MIAMI (NewsNation Now) — Threats of heavy wind and rain from a tropical weather system spinning Friday in the Gulf of Mexico prompted the closure of Louisiana coastal oyster beds, forced postponement of weekend Juneteenth celebrations in Mississippi and Alabama and could tamp down Father’s Day tourism on the northern Gulf Coast.
Weather forecasters said the system moving north in the Gulf of Mexico could become a tropical depression or a tropical storm. A tropical storm warning was in effect for parts of Louisiana, Mississippi, Alabama and Florida — extending from Morgan City, Louisiana, to the Okaloosa-Walton County line in the Florida Panhandle. Flash flood watches extended along the coast from southeast Louisiana into the Florida panhandle and well inland into Mississippi, Alabama and western Georgia.
The looming weather threatened Father’s Day tourism in an area already suffering economic losses during the coronavirus pandemic. In Mobile, Alabama, Ryan Schumann, president of the Alabama Deep Fishing Rodeo on nearby Dauphin Island, could at least take solace in the fact that the event is scheduled for next month, not this weekend.
By midday Friday, brisk winds and bands of rain were hitting the coast from south of New Orleans to Pensacola, Florida. A midmorning advisory from the National Hurricane Center said the system was centered about 220 miles south of Morgan City, Louisiana, with maximum sustained winds of 35 mph (55 kph). It was moving north-northeast at 14 mph.
In Louisiana’s vulnerable Plaquemines Parish, the local government warned mariners that locks and a floodgate in the Empire community, near where the Mississippi River meets the Gulf, would close at noon. Health officials ordered oyster harvesting areas closed along much of Louisiana’s coast. Storms can push pollutants into oyster beds and officials often suspend harvests amid tropical weather until water quality can be tested after the storm.
Louisiana Gov. John Bel Edwards late Thursday issued a state of emergency due to the potential weather threats. The move is an administrative step that authorizes the use of state resources to aid in storm response efforts, the governor’s office said.
Spin-up tornadoes are expected Friday and Saturday as rain bands move ashore in Louisiana according to NewsNation affiliate WGMB.
The system is expected to produce up to 8 inches of rain across the Yucatán Peninsula of Mexico, and up to 12 inches through the weekend along the central U.S. Gulf Coast.
The combination of storm surge and the tide will cause normally dry areas near the coast to be flooded by rising waters moving inland from the shoreline, the hurricane center said. The water could reach heights of about 1-3 feet.
There have already been two named storms during the 2021 Atlantic hurricane season. Meteorologists expect the season to be busy, but not as crazy as the record-breaking 2020 season. The 2020 hurricane season was the most active on record producing 31 cyclones, of which 30 were named tropical storms.
Forecasters with the National Oceanic and Atmospheric Administration predicted last month between three and five major hurricanes, with sustained winds of at least 111 miles per hour, will form in 2021.
Between six and 10 hurricanes with winds of at least 74 mph were expected out of 13-20 tropical storms in 2021, NOAA forecasters said. Tropical storms have winds of at least 39 mph.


◆ Work required:
Set down every line from the one with "What elements are" to the end of the entries, both ends included, exactly as it reads and without pictures.

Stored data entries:
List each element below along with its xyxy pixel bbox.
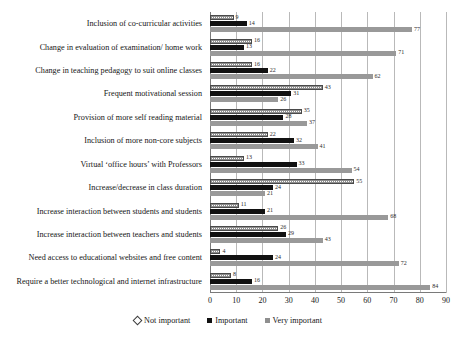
x-tick-label: 60 <box>363 296 371 305</box>
bar-group: 352837 <box>210 109 446 126</box>
category-label: Provision of more self reading material <box>74 113 202 122</box>
chart-legend: Not importantImportantVery important <box>0 316 456 325</box>
bar-important <box>210 162 297 167</box>
bar-value-label: 22 <box>270 131 276 137</box>
bar-important <box>210 21 247 26</box>
x-tick-label: 30 <box>285 296 293 305</box>
bar-value-label: 24 <box>275 184 281 190</box>
bar-value-label: 29 <box>288 230 294 236</box>
x-tick-label: 50 <box>337 296 345 305</box>
bar-value-label: 16 <box>254 37 260 43</box>
bar-not-important <box>210 249 220 254</box>
category-label: Virtual ‘office hours’ with Professors <box>80 160 202 169</box>
bar-value-label: 55 <box>356 178 362 184</box>
bar-value-label: 13 <box>246 154 252 160</box>
bar-value-label: 77 <box>414 26 420 32</box>
x-tick-label: 70 <box>390 296 398 305</box>
category-label: Require a better technological and inter… <box>16 277 202 286</box>
bar-value-label: 84 <box>432 283 438 289</box>
bar-group: 433126 <box>210 85 446 102</box>
bar-value-label: 8 <box>233 271 236 277</box>
bar-very-important <box>210 51 396 56</box>
bar-value-label: 21 <box>267 207 273 213</box>
legend-item[interactable]: Not important <box>134 316 190 325</box>
bar-value-label: 41 <box>320 143 326 149</box>
square-black-icon <box>207 318 212 323</box>
x-tick-label: 40 <box>311 296 319 305</box>
bar-not-important <box>210 85 323 90</box>
legend-item[interactable]: Very important <box>265 316 322 325</box>
x-tick-label: 20 <box>258 296 266 305</box>
bar-very-important <box>210 238 323 243</box>
bar-not-important <box>210 132 268 137</box>
bar-not-important <box>210 62 252 67</box>
bar-value-label: 16 <box>254 277 260 283</box>
bar-value-label: 71 <box>398 49 404 55</box>
bar-value-label: 14 <box>249 20 255 26</box>
bar-value-label: 54 <box>354 166 360 172</box>
bar-value-label: 24 <box>275 254 281 260</box>
bar-value-label: 21 <box>267 190 273 196</box>
category-axis-labels: Inclusion of co-curricular activitiesCha… <box>0 12 206 293</box>
bar-value-label: 68 <box>390 213 396 219</box>
plot-area: 9147716137116226243312635283722324113335… <box>210 12 446 293</box>
bar-important <box>210 209 265 214</box>
bar-important <box>210 68 268 73</box>
bar-value-label: 13 <box>246 43 252 49</box>
legend-label: Not important <box>144 316 190 325</box>
bar-important <box>210 279 252 284</box>
bar-value-label: 35 <box>304 107 310 113</box>
bar-value-label: 28 <box>285 113 291 119</box>
bar-value-label: 22 <box>270 67 276 73</box>
bar-value-label: 37 <box>309 119 315 125</box>
category-label: Change in evaluation of examination/ hom… <box>40 43 202 52</box>
bar-not-important <box>210 15 234 20</box>
bar-not-important <box>210 273 231 278</box>
category-label: Change in teaching pedagogy to suit onli… <box>35 66 202 75</box>
bar-value-label: 62 <box>375 73 381 79</box>
category-label: Increase interaction between teachers an… <box>37 230 202 239</box>
bar-group: 91477 <box>210 15 446 32</box>
bar-important <box>210 232 286 237</box>
bar-not-important <box>210 226 278 231</box>
gridline-90 <box>446 12 447 293</box>
category-label: Inclusion of more non-core subjects <box>84 136 202 145</box>
bar-value-label: 11 <box>241 201 247 207</box>
x-tick-label: 0 <box>208 296 212 305</box>
bar-value-label: 32 <box>296 137 302 143</box>
diamond-outline-icon <box>133 316 143 326</box>
bar-very-important <box>210 168 352 173</box>
x-tick-label: 90 <box>442 296 450 305</box>
bar-very-important <box>210 74 373 79</box>
bar-important <box>210 115 283 120</box>
bar-value-label: 72 <box>401 260 407 266</box>
x-tick-label: 10 <box>232 296 240 305</box>
x-axis-line <box>210 292 446 293</box>
category-label: Inclusion of co-curricular activities <box>87 19 202 28</box>
bar-very-important <box>210 144 318 149</box>
bar-group: 162262 <box>210 62 446 79</box>
legend-item[interactable]: Important <box>207 316 247 325</box>
bar-group: 81684 <box>210 273 446 290</box>
bar-value-label: 26 <box>280 96 286 102</box>
category-label: Frequent motivational session <box>104 89 202 98</box>
bar-very-important <box>210 27 412 32</box>
bar-very-important <box>210 97 278 102</box>
bar-value-label: 4 <box>222 248 225 254</box>
bar-important <box>210 255 273 260</box>
bar-very-important <box>210 285 430 290</box>
bar-value-label: 9 <box>236 14 239 20</box>
bar-value-label: 33 <box>299 160 305 166</box>
bar-value-label: 43 <box>325 84 331 90</box>
bar-chart: Inclusion of co-curricular activitiesCha… <box>0 0 456 341</box>
bar-group: 112168 <box>210 203 446 220</box>
bar-important <box>210 138 294 143</box>
bar-group: 133354 <box>210 156 446 173</box>
bar-very-important <box>210 121 307 126</box>
legend-label: Important <box>215 316 247 325</box>
bar-value-label: 16 <box>254 61 260 67</box>
bar-important <box>210 45 244 50</box>
bar-very-important <box>210 191 265 196</box>
category-label: Increase/decrease in class duration <box>89 183 202 192</box>
x-tick-label: 80 <box>416 296 424 305</box>
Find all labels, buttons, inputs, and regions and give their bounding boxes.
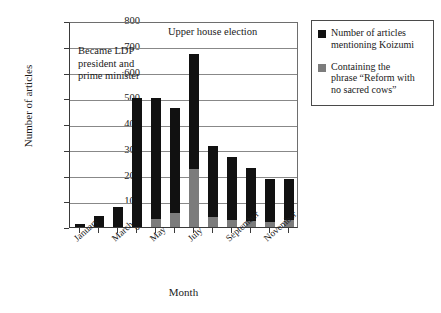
gridline [70, 151, 297, 152]
x-axis-title: Month [69, 286, 298, 298]
grey-square-swatch-icon [318, 64, 326, 72]
bar-june [170, 108, 180, 227]
chart-figure: Number of articles Month 010020030040050… [0, 0, 441, 313]
bar-segment-total [265, 179, 275, 227]
gridline [70, 126, 297, 127]
bar-april [132, 98, 142, 227]
bar-august [208, 146, 218, 227]
bar-november [265, 179, 275, 227]
bar-march [113, 207, 123, 227]
x-axis-tick-mark [212, 228, 213, 233]
chart-legend: Number of articles mentioning Koizumi Co… [311, 20, 434, 106]
bar-segment-phrase [208, 217, 218, 227]
gridline [70, 100, 297, 101]
bar-september [227, 157, 237, 227]
gridline [70, 177, 297, 178]
bar-segment-total [170, 108, 180, 227]
y-axis-tick-mark [64, 228, 69, 229]
bar-segment-phrase [189, 169, 199, 227]
legend-label-total: Number of articles mentioning Koizumi [331, 27, 428, 51]
legend-item-total: Number of articles mentioning Koizumi [318, 27, 428, 51]
bar-segment-total [113, 207, 123, 227]
annotation-upper-house-election: Upper house election [168, 26, 257, 39]
bar-segment-total [208, 146, 218, 227]
annotation-ldp-president: Became LDP president and prime minister [78, 45, 140, 83]
x-axis-tick-mark [288, 228, 289, 233]
bar-segment-total [151, 98, 161, 227]
gridline [70, 203, 297, 204]
y-axis-title: Number of articles [22, 26, 34, 186]
x-axis-tick-mark [136, 228, 137, 233]
legend-label-phrase: Containing the phrase “Reform with no sa… [331, 61, 428, 96]
bar-july [189, 54, 199, 227]
x-axis-tick-mark [98, 228, 99, 233]
bar-segment-total [132, 98, 142, 227]
x-axis-tick-mark [250, 228, 251, 233]
bar-segment-total [227, 157, 237, 227]
x-axis-tick-mark [174, 228, 175, 233]
legend-item-phrase: Containing the phrase “Reform with no sa… [318, 61, 428, 96]
x-axis-tick-label-july: July [186, 225, 204, 243]
black-square-swatch-icon [318, 30, 326, 38]
bar-segment-phrase [170, 213, 180, 227]
bar-may [151, 98, 161, 227]
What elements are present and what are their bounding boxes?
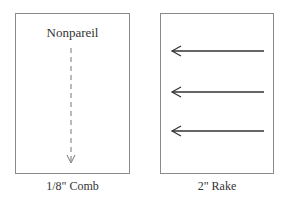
left-arrow-icon-3 (172, 126, 264, 136)
dashed-down-arrow-icon (67, 48, 75, 163)
left-arrow-icon-2 (172, 87, 264, 97)
diagram-strokes (0, 0, 292, 201)
left-arrow-icon-1 (172, 46, 264, 56)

◆ Answer to this exercise:
What elements are present and what are their bounding boxes?
left-arrow-icon-3 (172, 126, 264, 136)
dashed-down-arrow-icon (67, 48, 75, 163)
left-arrow-icon-2 (172, 87, 264, 97)
diagram-strokes (0, 0, 292, 201)
left-arrow-icon-1 (172, 46, 264, 56)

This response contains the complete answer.